“Looking good should never cost you your health – or your life.” Poignant words by Fiona Parry, mother of 21-year-old British student, Eloise, who died in April after taking a popular diet pill she bought off the Internet.
Read: Global alert issued for deadly diet drug
Without telling her mother, Eloise bought pills containing DNP, a nasty little fat-burning chemical that is sold illegally and is unfit for human consumption. Bodybuilders love it, because it melts fat at an insanely daily rate (at least half a kilo a day apparently) with little or no muscle loss in users. That can sound like slimming heaven. The consequences can be hellish.
DNP is dinitrophenol, an industrial chemical used as a pesticide, and in the manufacturing of dyes and wood preservatives. US research at Stanford University in 1931 showed the compound’s effect on body fat loss, and it soon became a popular diet pill. It was taken off the market in 1938 because it killed many people – when it didn't make them desperately ill.

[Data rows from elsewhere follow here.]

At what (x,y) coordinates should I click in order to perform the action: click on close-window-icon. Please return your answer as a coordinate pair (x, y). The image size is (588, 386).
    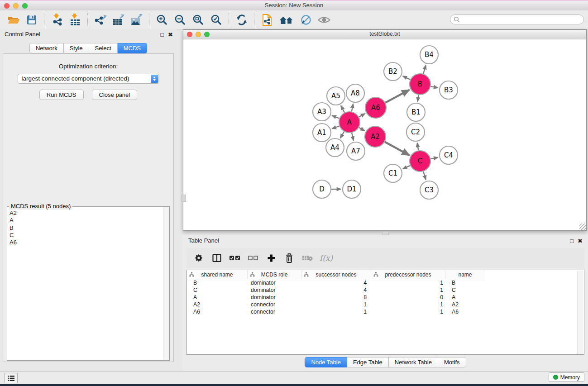
    Looking at the image, I should click on (7, 6). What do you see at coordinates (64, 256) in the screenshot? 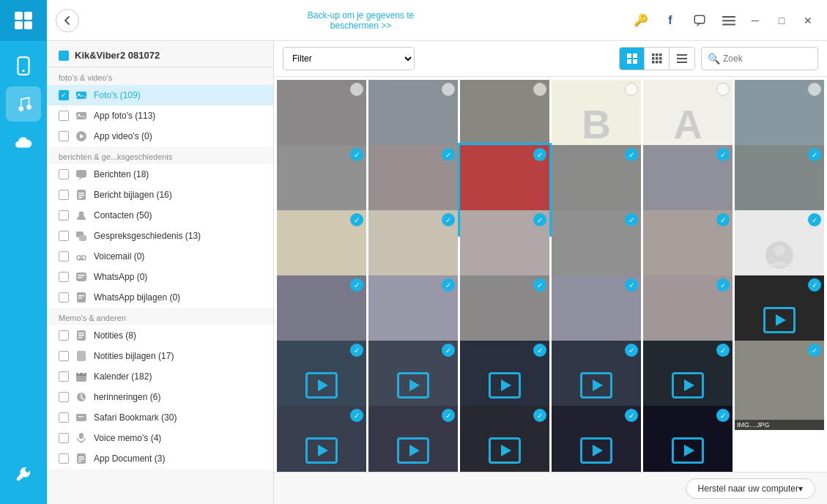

Eloise took a little more than the recommended starting dose (to me, the very idea of a 'recommended dose' of such a poisonous substance is an oxymoron on its own), but even in small doses, DNP is highly toxic. She knew all the risks, her mother says, but believed that “being slimmer was worth it”.
A BBC report explains the dangers of DNP:
Experts say that buying drugs online is “risky, as medicines may be fake, out of date or extremely harmful”. That’s putting it mildly. In Eloise’s case the drugs weren’t just harmful, they were fatal.